The Free Guy script was that elixir for modern life when it came across his desk and – to hear him and his team talk about it – might be just the tonic cinemagoers yearn for when we finally make into back into the movie theatre. We have some exclusive images from Free Guy, the above featuring Reynolds and the below starring Taika Waititi, Jodie Comer, and Joe Keery.
“The absence of cynicism doesn’t equate to softness,” Reynolds insists of Free Guy. “It’s not soft, it’s got edge but, yeah, I was looking for something that leaves people with just a gigantic grin on their face...”
Read the extended interview with Reynolds – plus conversations with Comer, Waititi, and Keery – in the upcoming issue of Total Film, which hits shelves and digital on Friday, May 1. You can subscribe online here. Free Guy reaches cinemas December 11, 2020.

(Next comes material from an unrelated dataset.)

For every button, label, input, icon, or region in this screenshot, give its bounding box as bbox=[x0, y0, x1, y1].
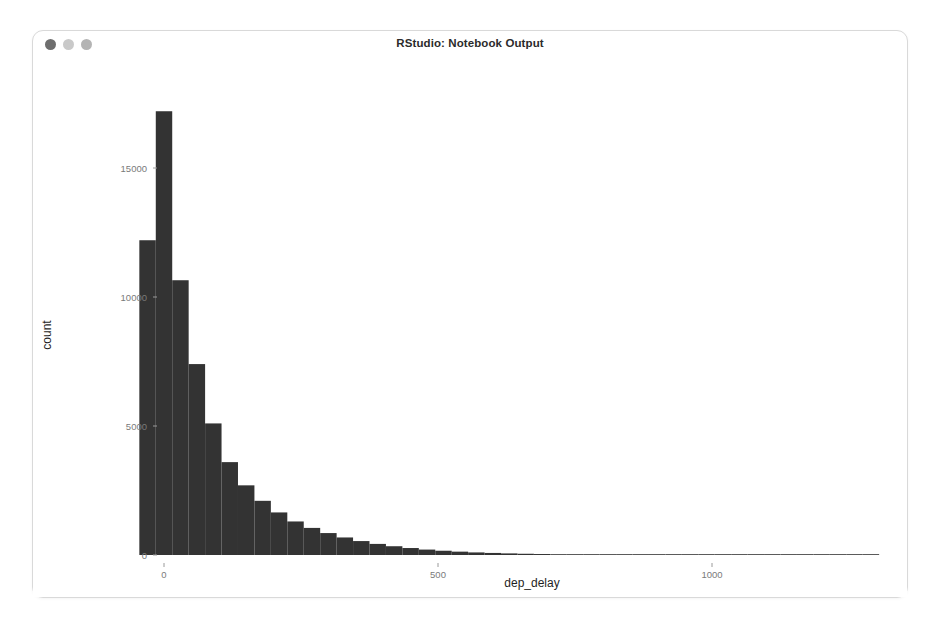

If you can’t make it to the shops, you can order a copy of the print magazine from this link from Friday. You can also subscribe to Total Film digitally on your tablet, and there’s currently an offer that allows you to get your first five digital issues for just £5/$5/€5. Head to this link to sign up (Black Widow issue available from April 3). Terms and conditions apply, offer runs until April 30, 2020. If you subscribe, you can get exclusive covers like the one below.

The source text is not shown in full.